The fire, which began Saturday at around 3 p.m., destroyed two housing units in the village of 2,100 people.

No injuries were reported but the firefighters’ inability to deal with the fire quickly due to a limited supply of water is what led to a state of emergency being declared, according to Radio-Canada.

Access to water has been limited since a pipe that connects the pump station to the treatment plant froze in mid-March.

In recent days, patients have had to be flown south due to the limited water supply in hospitals and there have been growing concerns about sicknesses like gastroenteritis (stomach flu) spreading rapidly because of many people are unable to wash their hands.

CBC News is reaching out to local authorities in order to get a better sense of what a declaration of a state of emergency entails.

“I feel for our community,” Puvirnituq Mayor Lucy Qalingo wrote on Facebook late Saturday night. “I don’t know what else to say.”

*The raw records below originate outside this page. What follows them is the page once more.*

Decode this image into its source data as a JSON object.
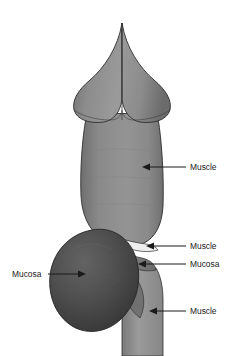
{
  "figure": {
    "background_color": "#ffffff",
    "canvas": {
      "width": 246,
      "height": 356
    }
  },
  "colors": {
    "muscle_body": "#8a8a8a",
    "muscle_body_dark": "#6f6f6f",
    "muscle_body_light": "#a2a2a2",
    "top_lobe": "#8c8c8c",
    "top_lobe_shadow": "#6b6b6b",
    "mucosa_bulb": "#4f4f4f",
    "mucosa_bulb_dark": "#3a3a3a",
    "mucosa_bulb_light": "#636363",
    "stem": "#949494",
    "stem_shadow": "#7a7a7a",
    "outline": "#2e2e2e",
    "notch_highlight": "#f2f2f2",
    "leader_line": "#1a1a1a",
    "label_text": "#1a1a1a"
  },
  "structures": [
    {
      "name": "upper-lobes",
      "label": "upper lobed segment"
    },
    {
      "name": "main-body",
      "label": "main muscular body"
    },
    {
      "name": "mucosa-bulb",
      "label": "mucosa bulb"
    },
    {
      "name": "lower-stem",
      "label": "lower stem"
    }
  ],
  "annotations": [
    {
      "id": "muscle-upper",
      "text": "Muscle",
      "text_x": 190,
      "text_y": 170,
      "anchor": "start",
      "leader": {
        "x1": 186,
        "y1": 167,
        "x2": 148,
        "y2": 167
      },
      "arrow": {
        "x": 142,
        "y": 167,
        "dir": "left"
      }
    },
    {
      "id": "muscle-middle",
      "text": "Muscle",
      "text_x": 190,
      "text_y": 249,
      "anchor": "start",
      "leader": {
        "x1": 186,
        "y1": 246,
        "x2": 152,
        "y2": 246
      },
      "arrow": {
        "x": 146,
        "y": 246,
        "dir": "left"
      }
    },
    {
      "id": "mucosa-right",
      "text": "Mucosa",
      "text_x": 190,
      "text_y": 267,
      "anchor": "start",
      "leader": {
        "x1": 186,
        "y1": 264,
        "x2": 144,
        "y2": 264
      },
      "arrow": {
        "x": 138,
        "y": 264,
        "dir": "left"
      }
    },
    {
      "id": "muscle-lower",
      "text": "Muscle",
      "text_x": 190,
      "text_y": 314,
      "anchor": "start",
      "leader": {
        "x1": 186,
        "y1": 311,
        "x2": 155,
        "y2": 311
      },
      "arrow": {
        "x": 149,
        "y": 311,
        "dir": "left"
      }
    },
    {
      "id": "mucosa-left",
      "text": "Mucosa",
      "text_x": 12,
      "text_y": 277,
      "anchor": "start",
      "leader": {
        "x1": 48,
        "y1": 274,
        "x2": 80,
        "y2": 274
      },
      "arrow": {
        "x": 86,
        "y": 274,
        "dir": "right"
      }
    }
  ]
}
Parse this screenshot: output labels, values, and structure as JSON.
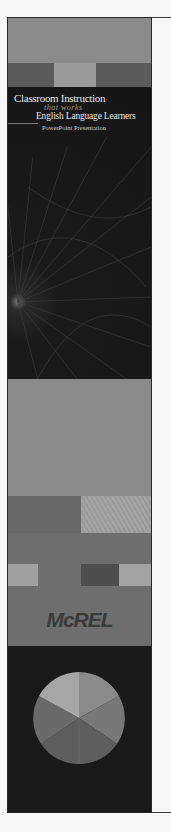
{
  "cover": {
    "title_line1": "Classroom Instruction",
    "title_line2": "that works",
    "title_line3": "English Language Learners",
    "subtitle": "PowerPoint Presentation",
    "publisher_logo": "McREL"
  },
  "decor": {
    "pie_slices": 5,
    "colors": {
      "top_band": "#8b8b8b",
      "title_block": "#1b1b1b",
      "title_text": "#e6e6e6",
      "pie_light": "#a8a8a8",
      "pie_dark": "#5a5a5a"
    }
  }
}
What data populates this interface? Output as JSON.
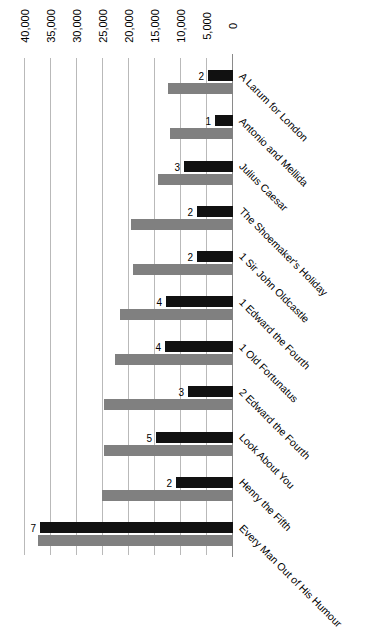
{
  "chart_data": {
    "type": "bar",
    "title": "",
    "subtitle": "",
    "xlabel": "",
    "ylabel": "",
    "orientation": "horizontal",
    "grid": true,
    "legend_position": "none",
    "axis_min": 0,
    "axis_max": 40000,
    "axis_ticks": [
      "0",
      "5,000",
      "10,000",
      "15,000",
      "20,000",
      "25,000",
      "30,000",
      "35,000",
      "40,000"
    ],
    "axis_tick_values": [
      0,
      5000,
      10000,
      15000,
      20000,
      25000,
      30000,
      35000,
      40000
    ],
    "categories": [
      "Every Man Out of His Humour",
      "Henry the Fifth",
      "Look About You",
      "2 Edward the Fourth",
      "1 Old Fortunatus",
      "1 Edward the Fourth",
      "1 Sir John Oldcastle",
      "The Shoemaker's Holiday",
      "Julius Caesar",
      "Antonio and Mellida",
      "A Larum for London"
    ],
    "series": [
      {
        "name": "Total",
        "color": "#808080",
        "values": [
          37500,
          25200,
          24800,
          24800,
          22600,
          21800,
          19200,
          19600,
          14400,
          12200,
          12500
        ]
      },
      {
        "name": "Edition count",
        "color": "#111111",
        "values": [
          7,
          2,
          5,
          3,
          4,
          4,
          2,
          2,
          3,
          1,
          2
        ]
      }
    ],
    "data_labels": [
      "7",
      "2",
      "5",
      "3",
      "4",
      "4",
      "2",
      "2",
      "3",
      "1",
      "2"
    ],
    "black_bar_lengths": [
      37200,
      11000,
      14800,
      8700,
      13000,
      12900,
      6900,
      6900,
      9400,
      3500,
      4800
    ]
  }
}
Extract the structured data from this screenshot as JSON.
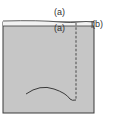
{
  "diagram": {
    "labels": {
      "top_a": "(a)",
      "inner_a": "(a)",
      "right_b": "(b)"
    },
    "colors": {
      "panel_fill": "#c6c6c6",
      "outline": "#3a3a3a",
      "strip_fill": "#f2f2f2",
      "background": "#ffffff"
    }
  }
}
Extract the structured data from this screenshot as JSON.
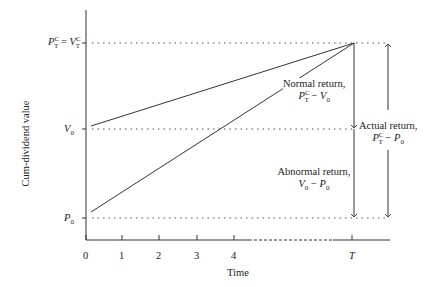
{
  "diagram": {
    "type": "value-over-time",
    "y_axis": {
      "label": "Cum-dividend value",
      "levels": [
        {
          "id": "top",
          "label_main": "P",
          "label_sup": "C",
          "label_sub": "T",
          "eq": " = ",
          "label2_main": "V",
          "label2_sup": "C",
          "label2_sub": "T"
        },
        {
          "id": "v0",
          "label_main": "V",
          "label_sub": "0"
        },
        {
          "id": "p0",
          "label_main": "P",
          "label_sub": "0"
        }
      ]
    },
    "x_axis": {
      "label": "Time",
      "ticks": [
        "0",
        "1",
        "2",
        "3",
        "4",
        "T"
      ],
      "dashed_segment": "between 4 and T"
    },
    "lines": [
      {
        "name": "value-path",
        "from": "V0 at t=0",
        "to": "P_T^C at T"
      },
      {
        "name": "price-path",
        "from": "P0 at t=0",
        "to": "P_T^C at T"
      }
    ],
    "annotations": {
      "normal": {
        "line1": "Normal return,",
        "formula_a": "P",
        "formula_a_sup": "C",
        "formula_a_sub": "T",
        "formula_op": " − ",
        "formula_b": "V",
        "formula_b_sub": "0"
      },
      "abnormal": {
        "line1": "Abnormal return,",
        "formula_a": "V",
        "formula_a_sub": "0",
        "formula_op": " − ",
        "formula_b": "P",
        "formula_b_sub": "0"
      },
      "actual": {
        "line1": "Actual return,",
        "formula_a": "P",
        "formula_a_sup": "C",
        "formula_a_sub": "T",
        "formula_op": " − ",
        "formula_b": "P",
        "formula_b_sub": "0"
      }
    },
    "colors": {
      "ink": "#333333",
      "background": "#ffffff"
    }
  }
}
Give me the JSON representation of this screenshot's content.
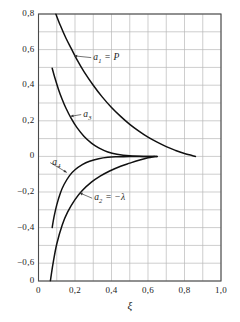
{
  "chart_data": {
    "type": "line",
    "title": "",
    "subtitle": "",
    "xlabel": "ξ",
    "ylabel": "",
    "xlim": [
      0.0,
      1.0
    ],
    "ylim": [
      -0.7,
      0.8
    ],
    "grid": true,
    "grid_color": "#b9b9b9",
    "frame_color": "#4a4a4a",
    "curve_color": "#111111",
    "legend_position": "inline-annotations",
    "x_ticks": [
      {
        "value": 0.0,
        "label": "0"
      },
      {
        "value": 0.2,
        "label": "0,2"
      },
      {
        "value": 0.4,
        "label": "0,4"
      },
      {
        "value": 0.6,
        "label": "0,6"
      },
      {
        "value": 0.8,
        "label": "0,8"
      },
      {
        "value": 1.0,
        "label": "1,0"
      }
    ],
    "x_minor_step": 0.1,
    "y_ticks": [
      {
        "value": 0.8,
        "label": "0,8"
      },
      {
        "value": 0.6,
        "label": "0,6"
      },
      {
        "value": 0.4,
        "label": "0,4"
      },
      {
        "value": 0.2,
        "label": "0,2"
      },
      {
        "value": 0.0,
        "label": "0"
      },
      {
        "value": -0.2,
        "label": "−0,2"
      },
      {
        "value": -0.4,
        "label": "−0,4"
      },
      {
        "value": -0.6,
        "label": "−0,6"
      },
      {
        "value": -0.7,
        "label": "0"
      }
    ],
    "y_minor_step": 0.1,
    "series": [
      {
        "name": "a1",
        "label": "a₁ = P",
        "label_html": "a<sub>1</sub> = P",
        "x": [
          0.095,
          0.12,
          0.15,
          0.18,
          0.21,
          0.25,
          0.3,
          0.35,
          0.4,
          0.45,
          0.5,
          0.55,
          0.6,
          0.65,
          0.7,
          0.75,
          0.8,
          0.86
        ],
        "y": [
          0.8,
          0.735,
          0.665,
          0.605,
          0.545,
          0.475,
          0.4,
          0.333,
          0.275,
          0.225,
          0.18,
          0.142,
          0.108,
          0.08,
          0.055,
          0.034,
          0.016,
          0.0
        ]
      },
      {
        "name": "a3",
        "label": "a₃",
        "label_html": "a<sub>3</sub>",
        "x": [
          0.075,
          0.09,
          0.11,
          0.13,
          0.15,
          0.18,
          0.21,
          0.25,
          0.29,
          0.33,
          0.38,
          0.43,
          0.5,
          0.58,
          0.65
        ],
        "y": [
          0.495,
          0.44,
          0.375,
          0.32,
          0.272,
          0.212,
          0.163,
          0.112,
          0.075,
          0.048,
          0.025,
          0.012,
          0.003,
          0.0,
          0.0
        ]
      },
      {
        "name": "a4",
        "label": "a₄",
        "label_html": "a<sub>4</sub>",
        "x": [
          0.075,
          0.085,
          0.1,
          0.12,
          0.14,
          0.17,
          0.2,
          0.24,
          0.28,
          0.33,
          0.38,
          0.43,
          0.5,
          0.58,
          0.65
        ],
        "y": [
          -0.4,
          -0.34,
          -0.272,
          -0.205,
          -0.158,
          -0.108,
          -0.075,
          -0.046,
          -0.027,
          -0.013,
          -0.005,
          -0.002,
          0.0,
          0.0,
          0.0
        ]
      },
      {
        "name": "a2",
        "label": "a₂ = −λ",
        "label_html": "a<sub>2</sub> = −λ",
        "x": [
          0.065,
          0.08,
          0.1,
          0.13,
          0.16,
          0.2,
          0.24,
          0.29,
          0.34,
          0.39,
          0.45,
          0.5,
          0.55,
          0.6,
          0.635
        ],
        "y": [
          -0.7,
          -0.6,
          -0.492,
          -0.385,
          -0.312,
          -0.243,
          -0.192,
          -0.145,
          -0.11,
          -0.082,
          -0.055,
          -0.038,
          -0.022,
          -0.008,
          0.0
        ]
      }
    ],
    "annotations": [
      {
        "name": "a1-annotation",
        "text": "a₁ = P",
        "x": 0.3,
        "y": 0.555,
        "points_to_x": 0.195,
        "points_to_y": 0.565
      },
      {
        "name": "a3-annotation",
        "text": "a₃",
        "x": 0.245,
        "y": 0.235,
        "points_to_x": 0.175,
        "points_to_y": 0.225
      },
      {
        "name": "a4-annotation",
        "text": "a₄",
        "x": 0.075,
        "y": -0.035,
        "points_to_x": 0.155,
        "points_to_y": -0.09
      },
      {
        "name": "a2-annotation",
        "text": "a₂ = −λ",
        "x": 0.305,
        "y": -0.235,
        "points_to_x": 0.225,
        "points_to_y": -0.205
      }
    ]
  }
}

Earlier that day, hours before the fire started, the mayor had also taken to Facebook to say that “both governments should stop ignoring the high needs of everything in Nunavik” and issued an urgent call for help, writing: “Please don’t fail us.”

“If we don’t see changes from the result of the crisis we are going through, we are definitely nothing to them. What we are going through right now happens in third world countries,” Qalingo wrote in the Facebook post.

“We don’t have to beg for water. We are also Canadians. Forgotten Canadians.”

Crews spent hours trying to put out a fire at two residential units and the village’s lack of access to water made their work much more challenging. (Submitted by Louisa Kuananack)

CBC News also has reached out to the office of Ian Lafrenière — Quebec’s minister responsible for relations with the First Nations and the Inuit — as well as the office of Canada’s new Indigenous Services Minister Mandy Gull-Masty.

Earlier this week, Lafrenière said he had been in touch with the Kativik Regional Government and the Nunavik Regional Board of Health and Social Services for the past three weeks and that his government was ready to provide assistance.

Two planes loaded with water left Montreal for Puvirnituq on Friday morning. The province’s ministry of public security said three more water deliveries were scheduled over the weekend, though weather conditions could affect those operations.